I simply just want to be immersed in every moment. I want to connect and tap into all the moments, good and bad, and to put both my feet in everything that comes my way and invite it all in.


This morning I had one of those moments where you step outside your body and view your life as an outsider looking in. My rooster of a son came stumbling out into the living room and asked for his usual hugs and snuggles. He’s 8 now, so you’d better believe I eat the crap out of this while I can, okay?


He has a blue blanket that he cocoons himself in, and I call him a snuggly blueberry. When he asked for some snuggles, I goofily skipped into the living room, putting a hand above my eyes like a visor saying, “Now where did that snuggly blueberry go? Is he here?”


I looked in the bookshelf. Nope.

I looked under the coffee table. Nope. No snuggly blueberry to be found.


I looked on the recliner. “Ah ha! There he is!” I swooped down onto the chair to lay on the morning ritual of snuggles, and that’s when the realization hit me. I saw this look of love, connection and admiration on his face that told me THIS is it. These silly little rituals and moments of simple connection ARE the legacy I want to leave.  

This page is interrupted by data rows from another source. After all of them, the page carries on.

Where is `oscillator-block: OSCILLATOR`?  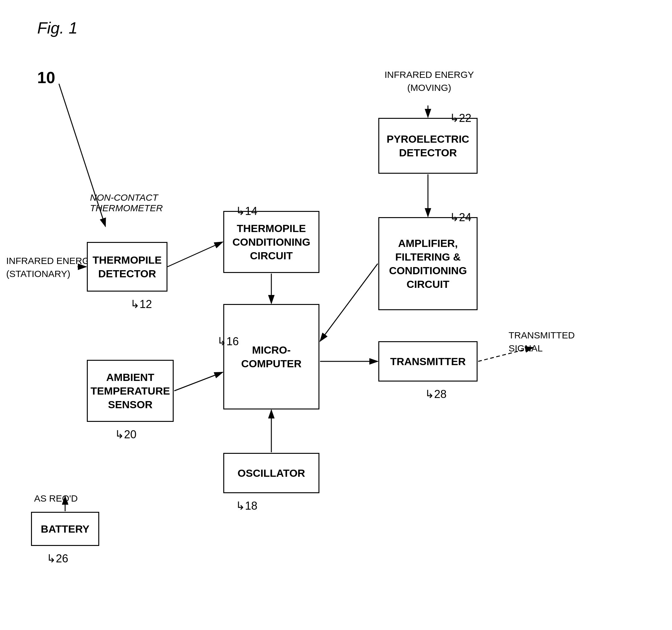
oscillator-block: OSCILLATOR is located at coordinates (271, 473).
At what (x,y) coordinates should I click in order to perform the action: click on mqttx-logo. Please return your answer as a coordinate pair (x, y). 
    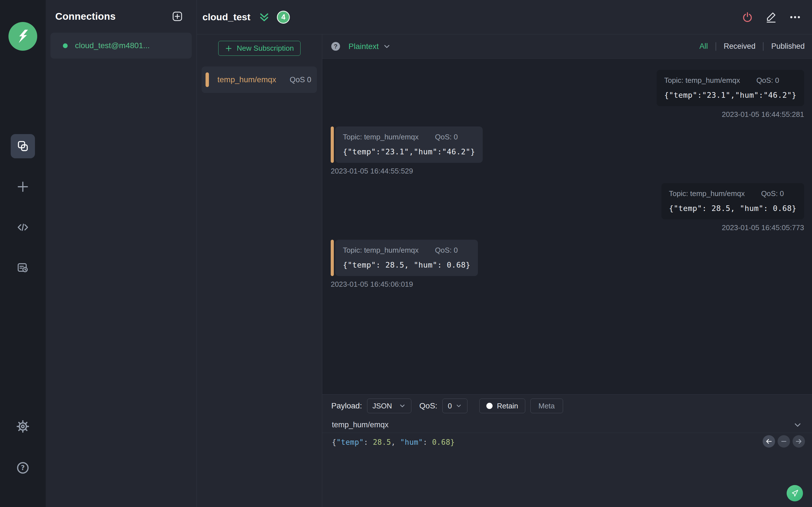
    Looking at the image, I should click on (23, 36).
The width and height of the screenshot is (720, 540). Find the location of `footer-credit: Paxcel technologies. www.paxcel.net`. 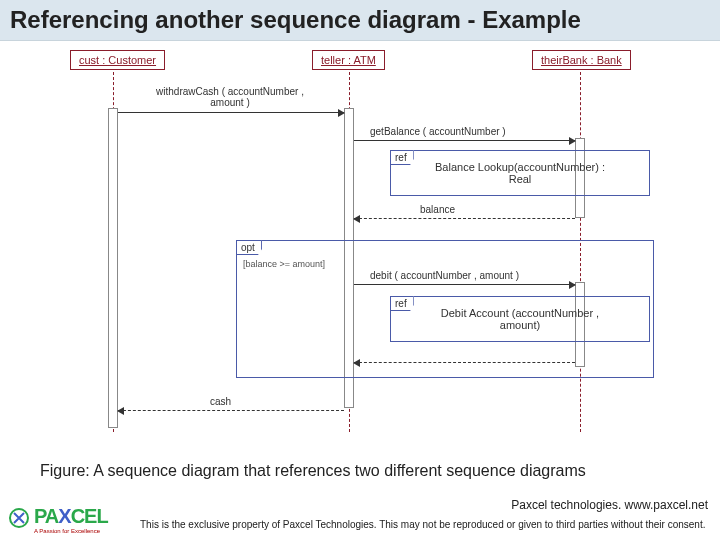

footer-credit: Paxcel technologies. www.paxcel.net is located at coordinates (610, 505).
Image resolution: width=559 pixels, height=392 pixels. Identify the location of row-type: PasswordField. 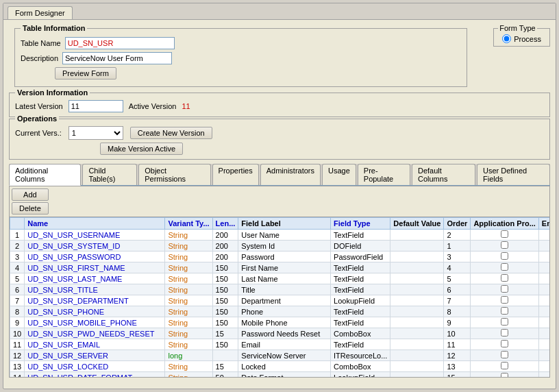
(360, 257).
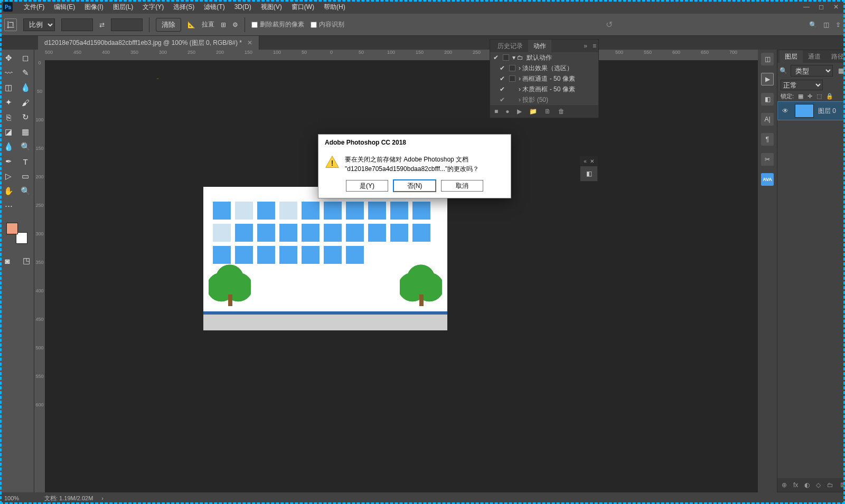 This screenshot has height=504, width=845. I want to click on tab-actions: 动作, so click(540, 46).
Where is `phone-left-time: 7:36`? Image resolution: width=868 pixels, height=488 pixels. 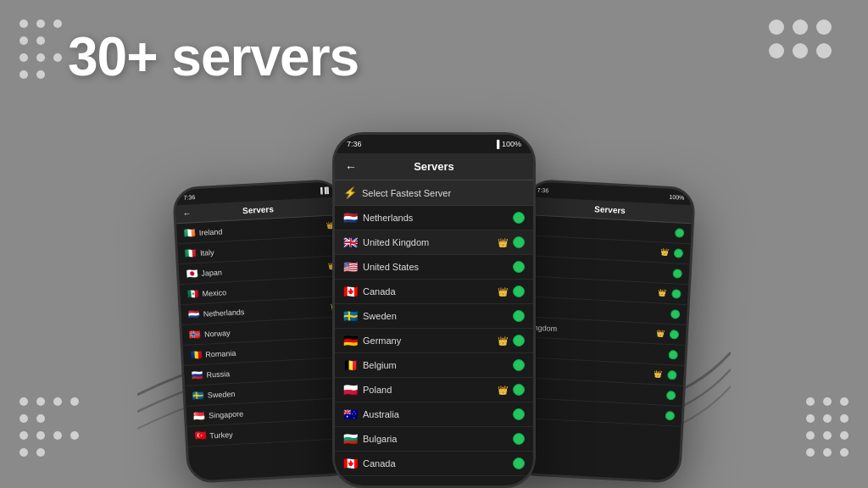 phone-left-time: 7:36 is located at coordinates (189, 197).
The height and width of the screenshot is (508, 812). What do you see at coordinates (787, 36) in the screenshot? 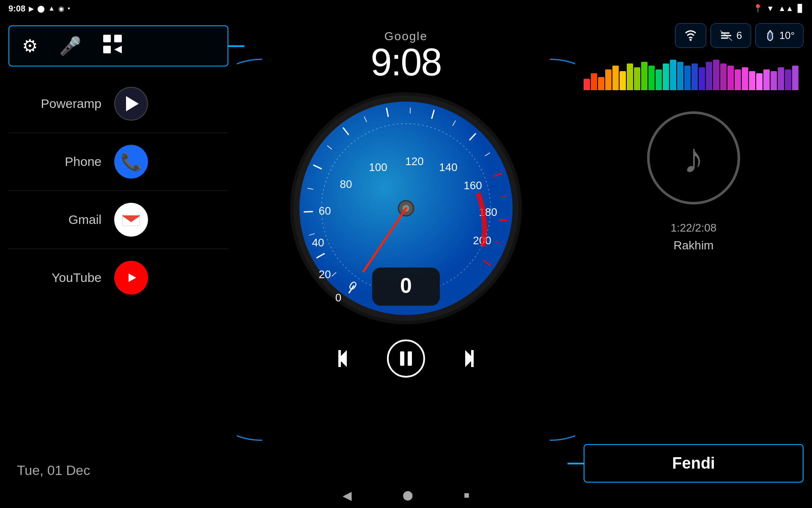
I see `temp-value: 10°` at bounding box center [787, 36].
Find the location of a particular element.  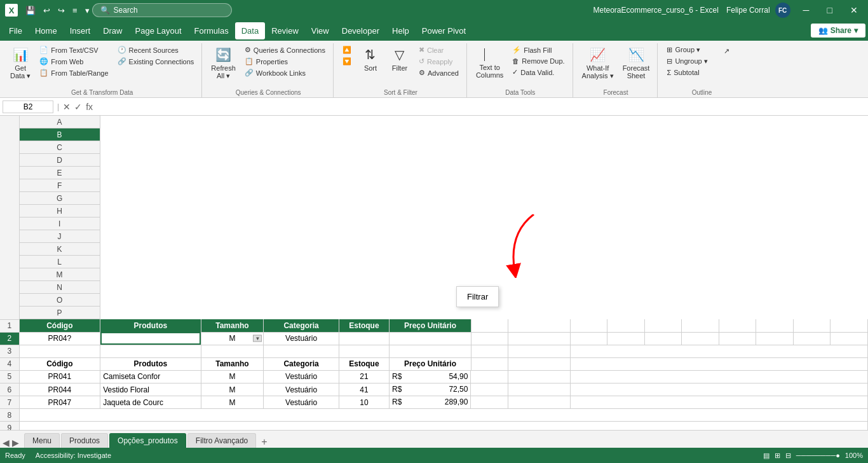

sheet-tab-produtos: Produtos is located at coordinates (85, 440).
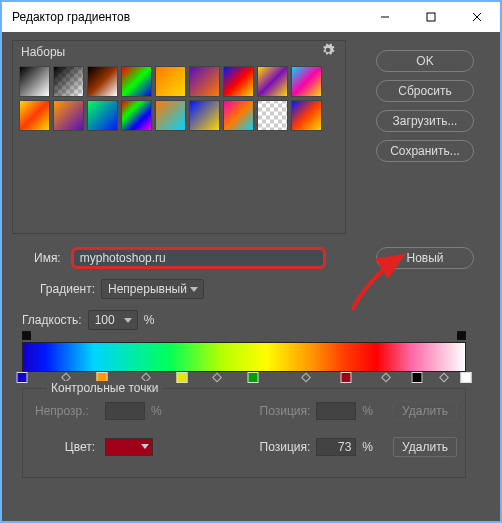  I want to click on color-label: Цвет:, so click(67, 447).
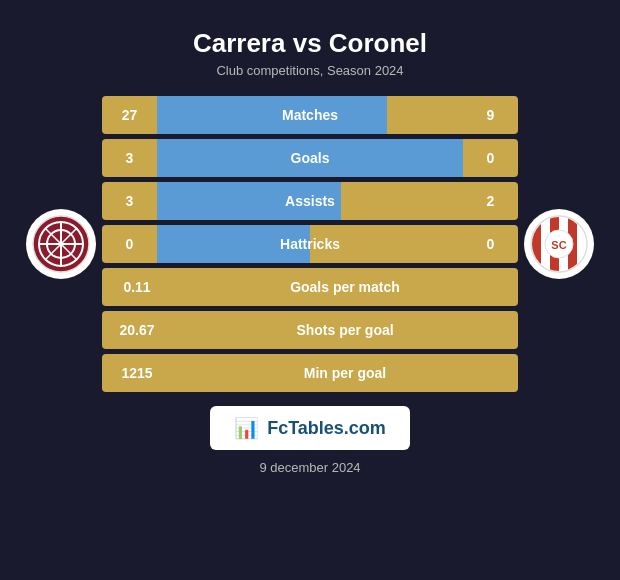 The image size is (620, 580). I want to click on goals-bar: Goals, so click(310, 158).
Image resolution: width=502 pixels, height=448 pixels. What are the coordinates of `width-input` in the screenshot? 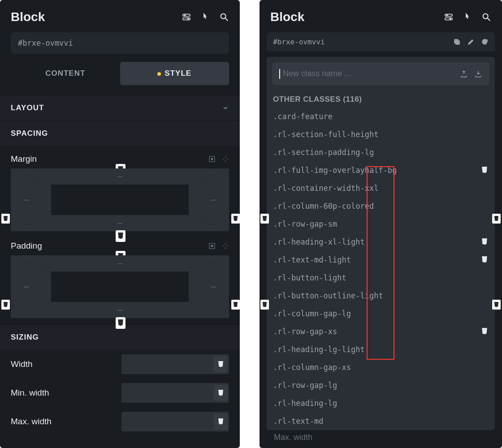 It's located at (175, 364).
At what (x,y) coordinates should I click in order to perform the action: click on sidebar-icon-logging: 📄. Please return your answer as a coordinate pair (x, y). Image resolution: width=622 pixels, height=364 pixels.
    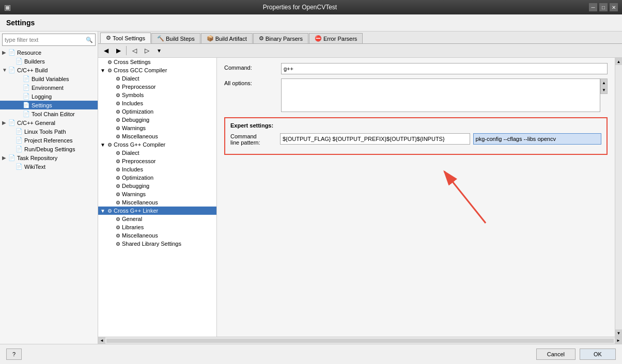
    Looking at the image, I should click on (26, 96).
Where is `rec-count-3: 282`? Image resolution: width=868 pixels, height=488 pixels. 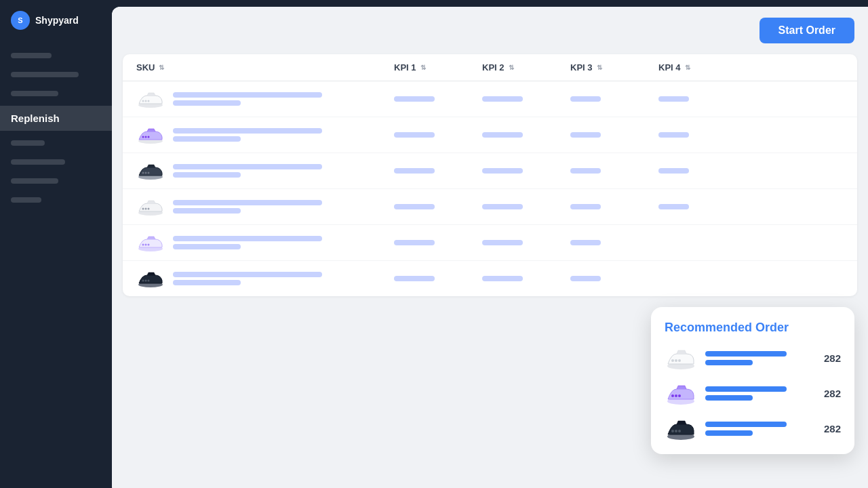
rec-count-3: 282 is located at coordinates (831, 428).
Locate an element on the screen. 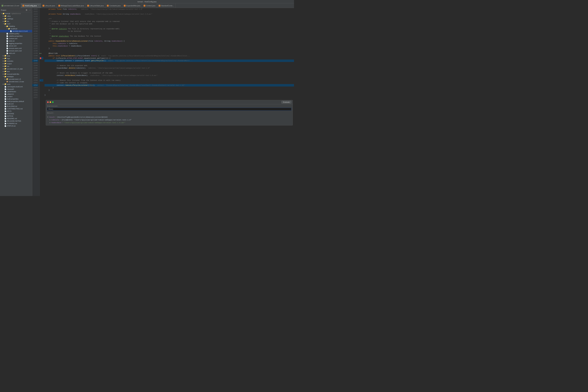 This screenshot has height=392, width=588. tab-expandedwar: ExpandedWar.java is located at coordinates (132, 6).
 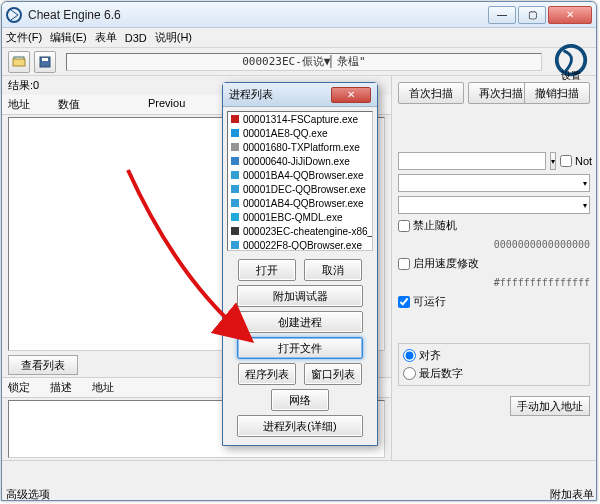 What do you see at coordinates (61, 388) in the screenshot?
I see `col-desc: 描述` at bounding box center [61, 388].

I bent over and smelled the fresh sleep on his skin probably a bit too long, but he didn’t squirm away and only closed his eyes and smiled.


These moments won’t be recognized by the masses as award-winning or world-changing, but they’ll be recognized by those close to me as they move through their lives.

I selfishly want one day for my kids and their grown children to be sitting around talking about me and how I made them feel loved in how we held hands before dinner or in the silly notes I left in their lunchboxes. I want them to remember that music often moved me to tears and my loud guffaw of a laugh was contagious. That alone would make me know I lived life well and my “legacy” was accomplished quietly and deeply.

And these small legacies aren’t limited to parenthood. I want to present the best me to every interaction and relationship whether I’m asking a stranger if she’s having a good day or taking my time with people in my own workplace and serving them patiently and kindly when it’s tempting to not give it my all.


The fabrics of a legacy are sewn each day in very small yet deep ways in how we simply show up and see each other.


If each day we’re focused on what legacy we’ll one day leave, we’ll miss out on these important moments of today. Today did I take my time and see people? Today did I breathe before I was a jerkwad to someone?

If you can lay your head down at night and feel you tackled life with an open chest and alert mind, then you’re living life and what you leave behind is being planted each day and your legacy is a nice added bonus to the real prize:  a life fully lived.

And a life fully lived will surely live on in others and how they live their lives as a result of how you’ve touched them. I’d say that’s the best legacy of all.